Features & Stories
WINTER FUN


WINTER FUN

Story and photos by Trudy Frisk

As I peered like a furtive groundhog into the winter darkness, trying to determine if the predicted storm had arrived, I tried to recall a time when "snowstorm" meant more than treacherous roads, driveways to be cleared and roofs to be shoveled. Shouldn’t there be some fun in winter?

"Skiing and snowshoeing" I hear you say. Yes, I’ve enjoyed both sports all my life. However, in these days of poor or non-existent road maintenance, just getting to the hill can be a grim challenge. And, can you really enjoy gliding along the trails while keeping the tow truck on speed dial?

We may have to find the good in snow without leaving home. Well, snow covers a myriad of summer obligations. It doesn’t have to be weeded, watered or mowed. It’s egalitarian; snow falling on our neighbour’s yard pretty much resembles that falling on our own, thus eliminating the lawn and garden competition.

Snow could be a reason to stay home and sit by the fire with a good book or Internet connection. Winter is down time, relaxation time, mend the harness and meditate time. Unless, of course, you have my circle of friends; people to whom the orange storm warning filling their TV screens is an invitation to immediately take a drive in the country.

 
Kurt and Trudy Frisk with their
straw/snow man
These folks would have crewed for Franklin, delighted to go on an Arctic adventure where boiling their boots for breakfast would be considered a hearty start to the day. Any announcement of mine to these urbanites that I’m not driving into town on a winter’s night over roads so slick Wayne Gretzky would give them two thumbs up, is greeted with hoots of derision. Supporting evidence that an embarrassed semi-trailer is lying on its side at the first traffic light, with its wheels spinning and blinkers flashing is scornfully brushed aside as evidence of weakness. To heck with them. Stay home if f you want to and enjoy the snow.

Go for a moonlight walk and notice how snow changes the landscape, giving it new visual and acoustic dimensions. See the way it reflects back the moon’s glow and outlines familiar objects with sharp clarity. Or use it for nature study. Your snowy yard will show tracks of passing animals; coyotes, local cats and those pesky deer sizing up possibilities for spring munching.

 

Express your creativity in snow igloos, forts and snow men. Good luck with your igloo. My siblings and I never could get the key roof block fitted onto any of ours without the entire structure crumbling. As for forts; snowballs and snowball fights are now forbidden on Canadian school grounds, but no one’s yet outlawed snow forts. Happy building.

 
It takes a family: Hicks, Pitts and Frisk families and Super Snow Person
Snow men, er, persons, are where winter sculptors excel. These figures range from the basic three round balls of snow with coal eyes (or the latest synthetic substitute), to truly inspired characters with more artistic merit than I’ve noticed in many art gallery displays lately. Snow people inspire the amateur artist in all of us.

Children naturally relish snow. Not only are they uninhibited; they’re closer to the ground where the snow is. To truly enjoy it, we adults must do as children do. I once explained snow angels t o a new Canadian from a tropical climate. She was enchanted. That afternoon her Canadian-born husband found his bride lying in their snowy yard gleefully swishing her arms in angel patterns, convinced that both snow and Canadians were more fun than she’d thought. Let’s not disappoint her.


*EXERCISE AIM*. Extract the text of every entry below exactly; leave images out.

*Dataset entries*.
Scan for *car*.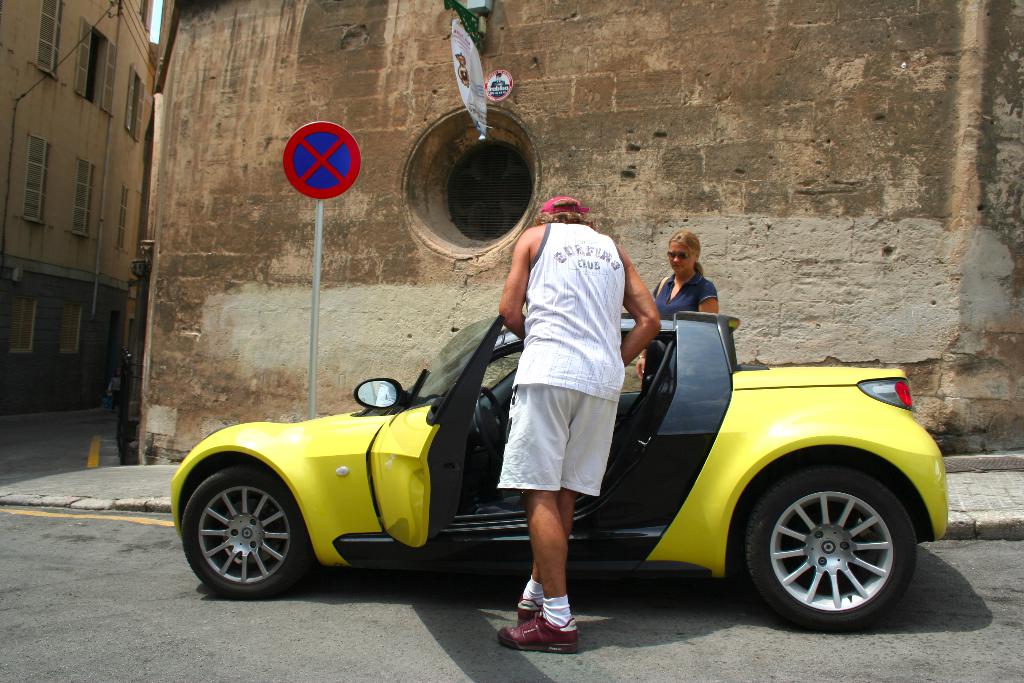
Scan result: (168,313,945,636).
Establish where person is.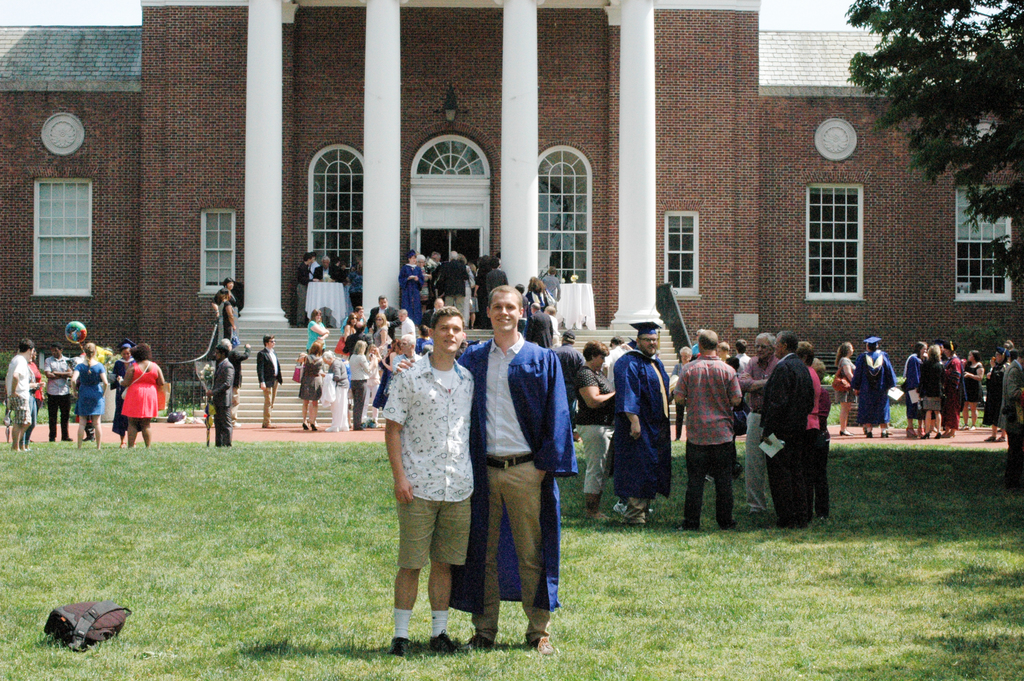
Established at (398, 281, 579, 654).
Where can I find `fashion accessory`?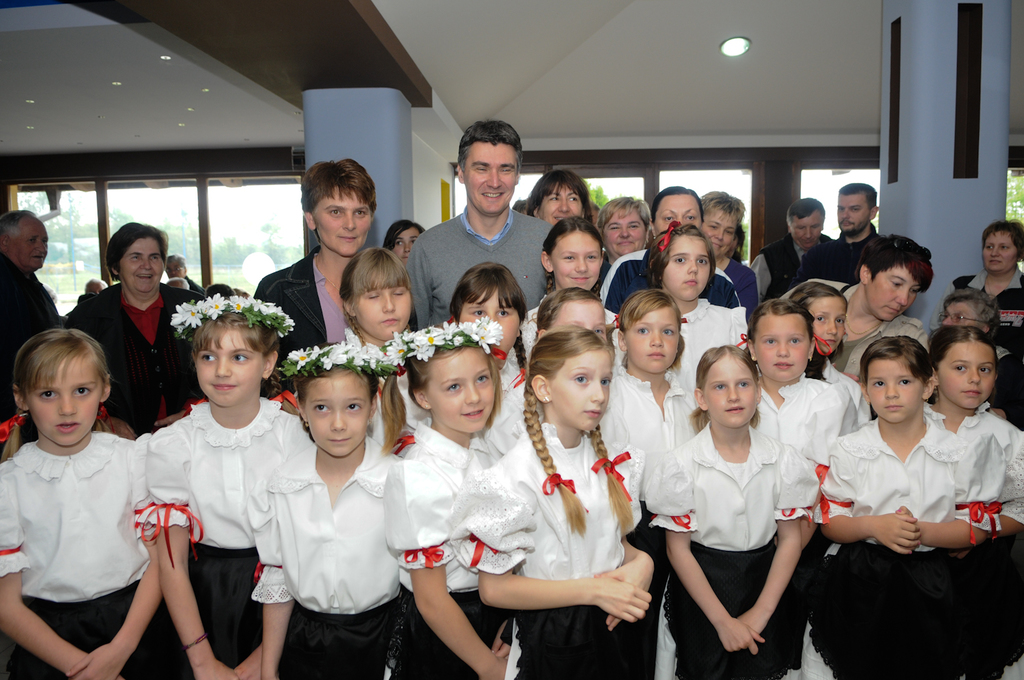
You can find it at 402,539,444,567.
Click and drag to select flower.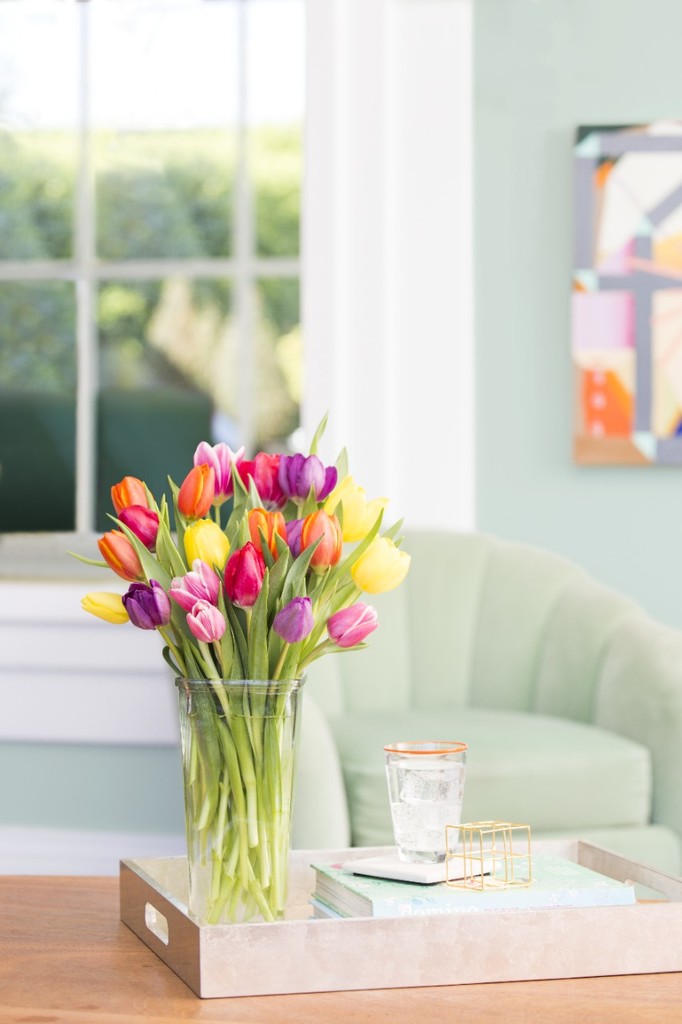
Selection: (224, 550, 266, 610).
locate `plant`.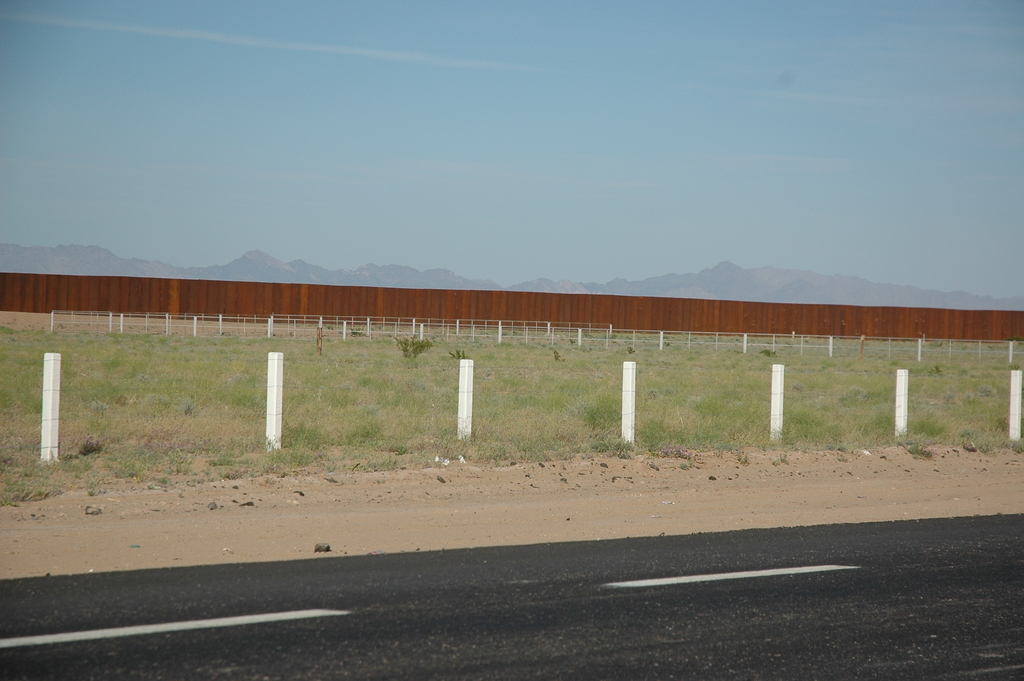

*REPLY*.
Scan for *car*.
Scan result: (168,313,945,636).
Establish where person is.
Established at (398, 281, 579, 654).
Where can I find `fashion accessory`?
You can find it at 402,539,444,567.
Click and drag to select flower.
Selection: (224, 550, 266, 610).
locate `plant`.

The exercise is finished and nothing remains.